Diverse Learning 

Parent Read

This week’s recommended reading focuses on the importance of social-emotional learning, or SEL. This is the process of developing the skills and knowledge needed to understand and manage one’s own emotions, as well as those of others. It’s all about building a foundation of self-awareness, self-regulation, motivation, empathy, and social skills that are crucial for success in life.

Newman English 3-6 - Children's Book Council of Australia

This term our students embark on the CBCA Shadow Judging Program. This program invites young voices from groups across Australia to join the conversation about our annual Book of the Year Shortlist and choose their own winners. The children will read and evaluate the following shortlisted books. In fact these books are highly recommended texts for all of our students. 

Professional Learning - Gifted Education Online 1

This week a number of our newly recruited staff members have commenced the Gifted Education Course 1 as part of their professional development. GEO1 is offered to all SCS teachers, to help them develop knowledge, skills and understanding of gifted education. All teachers at OLF are trained in this course.

 

 

 

 

 

 

Mrs Jo Ford | Newman Facilitator

 

 

 

How To Support Your Child's Understanding of What They Are Reading 

 

Many children have difficulty learning the basic skills of reading. Others seem to be able to read the words on the page but cannot put the individual words together to form the meaning of a sentence or story.  These children often benefit from a reading (and/or IQ)  assessment which would be discussed with you before being arranged to be conducted at school by an educational psychologist.  These assessments will indicate your child's relative strengths and weaknesses in reading and learning. 

 

This assessment may also show that your child appears to have underlying language and/or memory difficulties. The psychologist would be able to give suggestions to develop your child skills in these areas and this information would be passed on to your child's class teacher.  A speech pathologist may also be able to give you information/ ideas to help your child at home.

 

 Things that you can do to help at home…

  • Make sure the books that your child is trying to read are at the right level for them.  If the books that your child is trying to read are too hard for them,  they may be stumbling over words. If your child is concentrating on decoding each individual word,  it is likely that they will lose the overall meaning of the story.

 

  • Encourage your child to make use of pictures (and things that have already happened in the story) to build up an overall idea of what is happening. This will help your child to predict and read words more accurately and fluently.

 

  • Encourage your child to use expression in their voice when they are reading out loud.  This may mean being a good example by:
    • using lots of expression yourself when you read to your child.
    • explaining to your child what question marks (?),  exclamation marks (!), commas (,) and full stops (.) mean and what you do to your voice when you come to them.
    • Reading familiar books over and over again- If your child already knows the story they should be able to predict many of the words,  this will give them an opportunity to concentrate on using expression in their voice when they read them.

 

  • One way of finding out how well your child is understanding what they have read is to ask them to tell you what has happened in their own words.  This will be particularly effective if your child has not heard the story before.

 

  • Encourage your child to use their imagination to form a picture in their mind of what they are reading.  This picture is as detailed as possible and your child should be able to describe to you the- size, shape, colour, number, location, feelings and background of what is happening in the story.

 

  • Start by encouraging your child to imagine just the most important words in the sentence (without letting your child see the picture)  and gradually increase the amount that your child has to imagine without pictures.  This strategy is called Visualising and Verbalising, more information can be found online. For example,  if you are reading the “Little Mermaid”-  First, ask your child to imagine the mermaid, then gradually increase how many things your child could imagine such as where she was, the creatures in the sea, what the prince looks like etc.

 

  • One way to help your child understand what they have read is to find a wordless book.  Take strips of paper and write one or two sentences on each strip to describe each picture in the book.  Place sentences in a hat and have your child pick out a sentence,  read it and find a picture that it relates to.

 

  • Another fun way of doing this is to write (or photocopy) the writing from a page of your child's book at the bottom of an A4 piece of paper.  Ask your child to read the writing, close their eyes and imagine it happening.  Once they have done this, and described to you what they imagine happening, then ask them to draw what they have imagined on the paper.  Your child can illustrate their own book this way.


List all lines of the data that include the string "process".

▶ **Records from a collection of figures**:
"""

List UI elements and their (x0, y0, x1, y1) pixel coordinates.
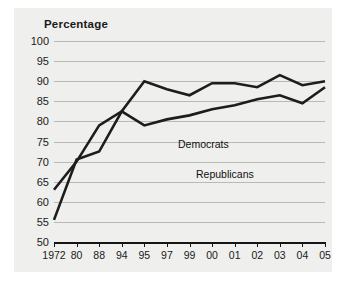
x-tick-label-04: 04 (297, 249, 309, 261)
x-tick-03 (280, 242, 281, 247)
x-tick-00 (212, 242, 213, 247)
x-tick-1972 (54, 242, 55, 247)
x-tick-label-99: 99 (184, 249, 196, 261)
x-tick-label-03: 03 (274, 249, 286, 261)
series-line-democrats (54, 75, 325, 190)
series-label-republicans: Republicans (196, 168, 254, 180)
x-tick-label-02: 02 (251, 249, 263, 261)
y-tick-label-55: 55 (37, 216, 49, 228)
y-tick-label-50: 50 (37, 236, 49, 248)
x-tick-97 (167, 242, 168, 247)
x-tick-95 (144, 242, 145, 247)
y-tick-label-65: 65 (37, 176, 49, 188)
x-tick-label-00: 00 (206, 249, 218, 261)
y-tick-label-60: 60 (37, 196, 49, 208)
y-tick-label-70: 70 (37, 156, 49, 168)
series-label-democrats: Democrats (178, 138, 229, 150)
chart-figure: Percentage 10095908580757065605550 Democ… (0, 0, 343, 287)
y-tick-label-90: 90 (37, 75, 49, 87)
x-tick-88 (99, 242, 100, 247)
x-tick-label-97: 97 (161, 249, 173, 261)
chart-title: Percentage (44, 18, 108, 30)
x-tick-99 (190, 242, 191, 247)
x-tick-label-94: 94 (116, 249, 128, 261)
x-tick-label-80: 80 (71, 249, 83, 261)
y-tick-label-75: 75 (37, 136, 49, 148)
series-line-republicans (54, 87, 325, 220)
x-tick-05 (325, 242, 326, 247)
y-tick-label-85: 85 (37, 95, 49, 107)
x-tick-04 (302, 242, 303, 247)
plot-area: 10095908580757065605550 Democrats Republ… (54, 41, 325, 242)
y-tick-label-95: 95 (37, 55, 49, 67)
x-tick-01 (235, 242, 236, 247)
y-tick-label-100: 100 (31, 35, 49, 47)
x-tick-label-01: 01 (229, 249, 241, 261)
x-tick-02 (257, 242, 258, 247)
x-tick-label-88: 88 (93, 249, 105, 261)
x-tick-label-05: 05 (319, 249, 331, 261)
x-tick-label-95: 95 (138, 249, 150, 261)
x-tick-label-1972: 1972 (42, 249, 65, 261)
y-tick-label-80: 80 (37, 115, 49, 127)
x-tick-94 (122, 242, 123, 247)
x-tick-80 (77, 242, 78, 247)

"""
"""

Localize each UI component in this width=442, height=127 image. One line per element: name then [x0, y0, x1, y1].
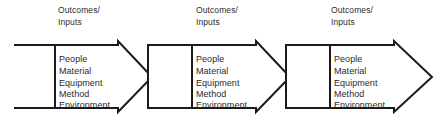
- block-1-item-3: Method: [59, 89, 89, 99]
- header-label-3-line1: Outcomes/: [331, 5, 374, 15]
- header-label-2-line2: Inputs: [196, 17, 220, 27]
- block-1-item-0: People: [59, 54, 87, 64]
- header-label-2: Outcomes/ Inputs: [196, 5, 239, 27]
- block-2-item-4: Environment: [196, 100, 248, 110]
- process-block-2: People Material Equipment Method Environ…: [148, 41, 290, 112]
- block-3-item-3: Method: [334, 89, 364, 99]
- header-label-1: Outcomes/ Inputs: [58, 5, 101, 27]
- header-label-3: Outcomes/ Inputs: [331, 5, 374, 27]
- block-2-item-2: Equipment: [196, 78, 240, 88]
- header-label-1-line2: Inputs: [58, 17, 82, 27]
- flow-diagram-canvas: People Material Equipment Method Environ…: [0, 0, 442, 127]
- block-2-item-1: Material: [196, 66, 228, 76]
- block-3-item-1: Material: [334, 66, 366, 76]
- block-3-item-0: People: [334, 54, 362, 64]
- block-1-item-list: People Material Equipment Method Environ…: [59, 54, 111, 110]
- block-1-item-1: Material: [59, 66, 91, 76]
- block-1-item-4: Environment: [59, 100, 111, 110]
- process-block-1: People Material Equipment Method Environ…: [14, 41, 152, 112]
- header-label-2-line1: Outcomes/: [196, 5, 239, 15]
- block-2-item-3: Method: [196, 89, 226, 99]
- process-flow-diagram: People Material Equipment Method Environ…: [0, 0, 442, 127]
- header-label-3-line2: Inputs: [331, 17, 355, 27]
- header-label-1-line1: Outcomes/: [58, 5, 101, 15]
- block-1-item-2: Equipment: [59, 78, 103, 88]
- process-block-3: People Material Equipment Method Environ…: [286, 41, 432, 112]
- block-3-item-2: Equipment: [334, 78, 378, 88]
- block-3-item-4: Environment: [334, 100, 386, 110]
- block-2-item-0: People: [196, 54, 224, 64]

"""

▶ **Written response**:
- process-block-2: People Material Equipment Method Environ…: [148, 41, 290, 112]
- process-block-1: People Material Equipment Method Environ…: [14, 41, 152, 112]
- process-flow-diagram: People Material Equipment Method Environ…: [0, 0, 442, 127]
- process-block-3: People Material Equipment Method Environ…: [286, 41, 432, 112]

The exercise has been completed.